#16: ASMR 2018 Presentation: MnOx Production and Harvesting

 In BioMining Products, Company News

Hi All!

After a quiet and productive holiday season we are pleased to announce our next up coming presentation…

“Manganese Oxide Production and Harvesting Using Metal Removal Units”

at the…

American Society for Mining & Reclamation, 2018 Meeting In St Louis, MO

 

Im really looking forward to visiting St Louis and climbing the arch.  Here is the abstract!  Cheers, and hope to see you there!  Colin

 

Manganese Oxide Production and Harvesting Using Metal Removal Units

C.A. Lennox

Abstract: Metal Reclamations Units (MRUs) are gravity driven, modular, scalable, rapidly

deployed wetland bioreactors. The biofilm which grows upon the organic supporting matrix in

the MRUs is self-selecting and determined by the introduced pollutant loads and how they are

naturally attenuated. MRUs remove Mn at pH <7 when total Fe is removed to <0.35 mg/L,

organic carbon is available, and 4-6 weeks is allowed for biomass accrual in mild to warm

Weather. It is hypothesized that organic carbon from upstream wetlands are a food source driving

fungal oxidation of Mn2+ to MnOx (Birnessite). When the noted conditions are

achieved/surpassed, Mn2+ is removed at rates up to 370 grams/m3/day at 225+ Lpm. Data

suggests that organic carbon and organic structural matrix additives which consider

complimenting/conjoined biofilm metabolic pathways increase biological remediation of metals. Further,

this method of biological manganese oxide production provides useful byproducts for further

water treatment, the battery industry, and agriculture.  

 

Additional Keywords: biofilm, natural attenuation, fungal manganese oxidation

 

  1. Oral paper presented at the 2018 National Meeting of the American Society of Mining and

Reclamation, St. Louis, MO: The Gateway to Land Reclamation, June 3 – 7, 2018. Published

by ASMR; 1305 Weathervane Dr., Champaign, IL 61821.

  1. Colin A. Lennox, CEO BioMining Products and MRU Inventor, Altoona, PA 16601
  2. Work reported here was conducted near 400 42’ 54.26” N; 780 25’21.01” W.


What is being asked. Scan the records for "JSON". Show the matching lines.

Dataset entries on figures:
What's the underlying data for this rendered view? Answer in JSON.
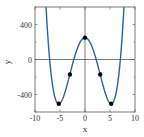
{
  "chart_data": {
    "type": "line",
    "title": "",
    "xlabel": "x",
    "ylabel": "y",
    "xlim": [
      -10,
      10
    ],
    "ylim": [
      -600,
      600
    ],
    "xticks": [
      -10,
      -5,
      0,
      5,
      10
    ],
    "xtick_labels": [
      "-10",
      "-5",
      "0",
      "5",
      "10"
    ],
    "yticks": [
      -400,
      0,
      400
    ],
    "ytick_labels": [
      "-400",
      "0",
      "400"
    ],
    "grid": false,
    "zero_lines": true,
    "series": [
      {
        "name": "y = x^4 - 55x^2 + 250",
        "color": "#2f5fa8",
        "x": [
          -7.6,
          -7.2,
          -6.8,
          -6.4,
          -6.0,
          -5.6,
          -5.24,
          -4.8,
          -4.4,
          -4.0,
          -3.6,
          -3.03,
          -2.5,
          -2.0,
          -1.5,
          -1.0,
          -0.5,
          0,
          0.5,
          1.0,
          1.5,
          2.0,
          2.5,
          3.03,
          3.6,
          4.0,
          4.4,
          4.8,
          5.24,
          5.6,
          6.0,
          6.4,
          6.8,
          7.2,
          7.6
        ],
        "y": [
          411.4,
          -8.4,
          -329.0,
          -325.1,
          -434.0,
          -491.3,
          -506.3,
          -486.4,
          -439.9,
          -374.0,
          -294.8,
          -170.5,
          -54.7,
          46.0,
          131.4,
          196.0,
          236.3,
          250.0,
          236.3,
          196.0,
          131.4,
          46.0,
          -54.7,
          -170.5,
          -294.8,
          -374.0,
          -439.9,
          -486.4,
          -506.3,
          -491.3,
          -434.0,
          -325.1,
          -329.0,
          -8.4,
          411.4
        ]
      }
    ],
    "markers": {
      "color": "#000000",
      "points": [
        {
          "label": "local minimum",
          "x": -5.24,
          "y": -506
        },
        {
          "label": "inflection point",
          "x": -3.03,
          "y": -170
        },
        {
          "label": "local maximum",
          "x": 0,
          "y": 250
        },
        {
          "label": "inflection point",
          "x": 3.03,
          "y": -170
        },
        {
          "label": "local minimum",
          "x": 5.24,
          "y": -506
        }
      ]
    }
  }
}
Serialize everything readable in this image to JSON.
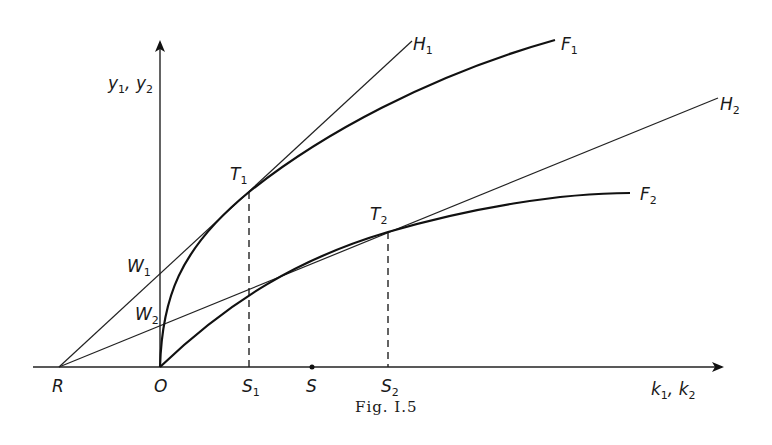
{
  "figure": {
    "caption": "Fig. I.5",
    "y_axis_label": {
      "main": "y",
      "s1": "1",
      "sep": ", ",
      "main2": "y",
      "s2": "2"
    },
    "x_axis_label": {
      "main": "k",
      "s1": "1",
      "sep": ", ",
      "main2": "k",
      "s2": "2"
    },
    "points": {
      "R": {
        "label": "R",
        "x": 59,
        "y": 367
      },
      "O": {
        "label": "O",
        "x": 160,
        "y": 367
      },
      "S1": {
        "label": "S",
        "sub": "1",
        "x": 249,
        "y": 367
      },
      "S": {
        "label": "S",
        "x": 312,
        "y": 367
      },
      "S2": {
        "label": "S",
        "sub": "2",
        "x": 388,
        "y": 367
      },
      "T1": {
        "label": "T",
        "sub": "1",
        "x": 249,
        "y": 192
      },
      "T2": {
        "label": "T",
        "sub": "2",
        "x": 388,
        "y": 232
      },
      "W1": {
        "label": "W",
        "sub": "1",
        "x": 160,
        "y": 273
      },
      "W2": {
        "label": "W",
        "sub": "2",
        "x": 160,
        "y": 324
      }
    },
    "curves": {
      "F1": {
        "label": "F",
        "sub": "1",
        "end": [
          555,
          40
        ]
      },
      "F2": {
        "label": "F",
        "sub": "2",
        "end": [
          630,
          193
        ]
      }
    },
    "lines": {
      "H1": {
        "label": "H",
        "sub": "1",
        "from": "R",
        "end": [
          412,
          41
        ]
      },
      "H2": {
        "label": "H",
        "sub": "2",
        "from": "R",
        "end": [
          718,
          98
        ]
      }
    }
  }
}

Solution to this problem.
What's the underlying data for this rendered view? Answer in JSON.
Serialize everything readable in this image to JSON.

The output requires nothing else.